Hal suppressed a startled exclamation. He remembered now where he had seen the lady: 'twas at the Christmas court performances. He flung into a kneeling posture, at her small, beribboned, cloth-shod feet.

"I am your Majesty's most loyal, most worshipful subject," he said.

"And what the devil are you doing here?" asked Queen Elizabeth.


CHAPTER III.

"And commanded
By such poor passion as the maid that milks."
Antony and Cleopatra.

Though Queen Elizabeth often swore at her ladies and her favorite lords, it is not to be supposed that she would ordinarily address a stranger in such terms as she used but now toward Master Marryott.[16] Nor was it the surprise of finding asleep in her garden a youth, wearing an apprentice's surcoat over a gentleman's velvet doublet,—for Hal had moved in his sleep so as to disclose part of the doublet,—and silken hose, that evoked so curt an expression. Neither was it the possibility that the intruder might be another Capt. Thomas Leigh, who had been found lurking in the palace, near the door of the privy chamber, a day or two after the Essex rising, and had been subsequently put to death. Had a thought of assassination taken any root in the queen's mind at sight of the slumbering youth, she would, doubtless, have behaved as on a certain occasion at the time of the Babington conspiracy; when, walking in her garden, and being suddenly approached by one of the conspirators, and finding none of her guards within sight, she held the intruder in so intrepid a look that he shrank back—and the captain of her guard did not soon forget the rating she afterward gave him for that she had been left thus exposed. But on the present occasion she herself had petulantly ordered back the little train of gentlemen and ladies in waiting, guards, and pages, who would have followed her into the alley where she now was. They stood in separate groups, beyond the tall hedge, out of view but not out of call, and wondering what had put her majesty this morning into such a choleric desire for solitude. For that is what she was in, and what made her words to Hal so unlike those commonly used by stage royalty at the theatre.

What the devil was he doing there? Hal asked himself, as he gazed helplessly up at the queen. "I know not," he faltered. "I mean, I have no memory of coming hither. But 'tis not the first time, your majesty, I have waked up in a strange place and wondered at being there. I—I drank late last night."

He put his hand to his aching head, in a manner that unconsciously confirmed his confession; and then he looked at his coarse surcoat with an amazement that the queen could not doubt.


REQUIRED WORK – All the lines below need to be transcribed exactly. Pictures get left out.

THE INPUT –
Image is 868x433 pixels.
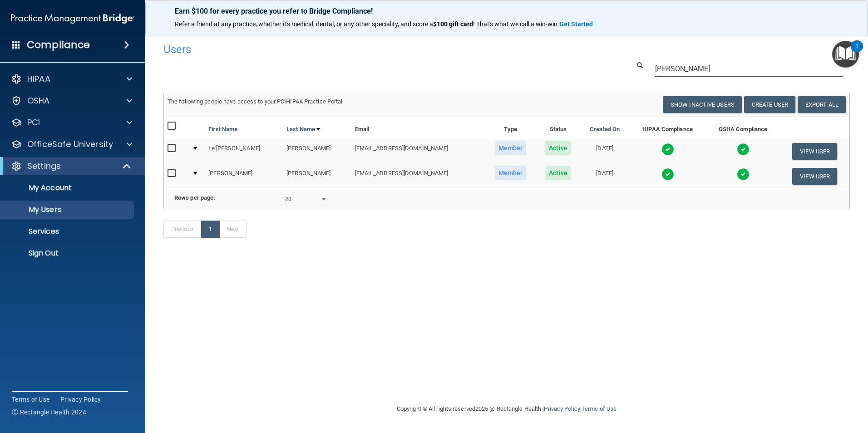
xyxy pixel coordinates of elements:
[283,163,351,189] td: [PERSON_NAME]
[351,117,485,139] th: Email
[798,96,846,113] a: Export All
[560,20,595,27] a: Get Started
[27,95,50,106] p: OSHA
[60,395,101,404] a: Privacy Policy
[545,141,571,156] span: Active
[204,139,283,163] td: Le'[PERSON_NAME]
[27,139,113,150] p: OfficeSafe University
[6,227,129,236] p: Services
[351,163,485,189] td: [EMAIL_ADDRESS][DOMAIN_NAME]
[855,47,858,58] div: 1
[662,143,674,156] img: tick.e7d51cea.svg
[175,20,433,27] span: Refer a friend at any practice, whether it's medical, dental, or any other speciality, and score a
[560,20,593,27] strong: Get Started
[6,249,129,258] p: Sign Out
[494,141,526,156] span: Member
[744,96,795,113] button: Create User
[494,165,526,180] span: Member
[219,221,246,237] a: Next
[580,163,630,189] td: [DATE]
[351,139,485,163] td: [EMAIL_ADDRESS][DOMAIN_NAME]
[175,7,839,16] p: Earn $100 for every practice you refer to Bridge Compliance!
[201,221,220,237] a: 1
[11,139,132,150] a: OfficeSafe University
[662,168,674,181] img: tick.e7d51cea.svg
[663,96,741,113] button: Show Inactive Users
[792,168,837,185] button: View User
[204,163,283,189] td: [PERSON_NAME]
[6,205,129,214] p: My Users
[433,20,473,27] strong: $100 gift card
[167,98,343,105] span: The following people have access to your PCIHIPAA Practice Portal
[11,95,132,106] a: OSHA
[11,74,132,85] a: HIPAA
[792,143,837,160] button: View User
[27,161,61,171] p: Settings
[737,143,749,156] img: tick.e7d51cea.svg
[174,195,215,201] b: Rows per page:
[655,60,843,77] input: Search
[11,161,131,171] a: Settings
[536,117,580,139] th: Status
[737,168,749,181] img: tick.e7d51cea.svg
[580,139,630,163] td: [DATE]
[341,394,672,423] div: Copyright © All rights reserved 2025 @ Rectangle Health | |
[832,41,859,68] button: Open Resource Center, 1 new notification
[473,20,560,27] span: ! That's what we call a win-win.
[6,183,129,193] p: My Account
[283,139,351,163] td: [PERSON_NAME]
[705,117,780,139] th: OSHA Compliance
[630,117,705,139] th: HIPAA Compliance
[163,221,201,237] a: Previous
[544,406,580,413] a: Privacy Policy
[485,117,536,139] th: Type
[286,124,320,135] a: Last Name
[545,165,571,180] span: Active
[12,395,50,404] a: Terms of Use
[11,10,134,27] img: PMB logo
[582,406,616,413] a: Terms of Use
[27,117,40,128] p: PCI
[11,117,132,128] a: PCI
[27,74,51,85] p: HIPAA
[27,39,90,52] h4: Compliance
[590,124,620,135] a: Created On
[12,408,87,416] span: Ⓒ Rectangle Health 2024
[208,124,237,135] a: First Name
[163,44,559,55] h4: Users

TASK RESULT –
Image is 868x433 pixels.
xyxy pixel coordinates of elements:
[283,163,351,189] td: [PERSON_NAME]
[351,117,485,139] th: Email
[798,96,846,113] a: Export All
[560,20,595,27] a: Get Started
[27,95,50,106] p: OSHA
[60,395,101,404] a: Privacy Policy
[545,141,571,156] span: Active
[204,139,283,163] td: Le'[PERSON_NAME]
[27,139,113,150] p: OfficeSafe University
[6,227,129,236] p: Services
[351,163,485,189] td: [EMAIL_ADDRESS][DOMAIN_NAME]
[855,47,858,58] div: 1
[662,143,674,156] img: tick.e7d51cea.svg
[175,20,433,27] span: Refer a friend at any practice, whether it's medical, dental, or any other speciality, and score a
[560,20,593,27] strong: Get Started
[6,249,129,258] p: Sign Out
[494,141,526,156] span: Member
[744,96,795,113] button: Create User
[494,165,526,180] span: Member
[219,221,246,237] a: Next
[580,163,630,189] td: [DATE]
[351,139,485,163] td: [EMAIL_ADDRESS][DOMAIN_NAME]
[175,7,839,16] p: Earn $100 for every practice you refer to Bridge Compliance!
[201,221,220,237] a: 1
[11,139,132,150] a: OfficeSafe University
[662,168,674,181] img: tick.e7d51cea.svg
[663,96,741,113] button: Show Inactive Users
[792,168,837,185] button: View User
[204,163,283,189] td: [PERSON_NAME]
[6,205,129,214] p: My Users
[433,20,473,27] strong: $100 gift card
[167,98,343,105] span: The following people have access to your PCIHIPAA Practice Portal
[11,95,132,106] a: OSHA
[11,74,132,85] a: HIPAA
[792,143,837,160] button: View User
[27,161,61,171] p: Settings
[737,143,749,156] img: tick.e7d51cea.svg
[174,195,215,201] b: Rows per page:
[655,60,843,77] input: Search
[11,161,131,171] a: Settings
[536,117,580,139] th: Status
[737,168,749,181] img: tick.e7d51cea.svg
[580,139,630,163] td: [DATE]
[341,394,672,423] div: Copyright © All rights reserved 2025 @ Rectangle Health | |
[832,41,859,68] button: Open Resource Center, 1 new notification
[473,20,560,27] span: ! That's what we call a win-win.
[6,183,129,193] p: My Account
[283,139,351,163] td: [PERSON_NAME]
[705,117,780,139] th: OSHA Compliance
[630,117,705,139] th: HIPAA Compliance
[163,221,201,237] a: Previous
[544,406,580,413] a: Privacy Policy
[485,117,536,139] th: Type
[286,124,320,135] a: Last Name
[545,165,571,180] span: Active
[12,395,50,404] a: Terms of Use
[11,10,134,27] img: PMB logo
[582,406,616,413] a: Terms of Use
[27,117,40,128] p: PCI
[11,117,132,128] a: PCI
[27,74,51,85] p: HIPAA
[27,39,90,52] h4: Compliance
[590,124,620,135] a: Created On
[12,408,87,416] span: Ⓒ Rectangle Health 2024
[208,124,237,135] a: First Name
[163,44,559,55] h4: Users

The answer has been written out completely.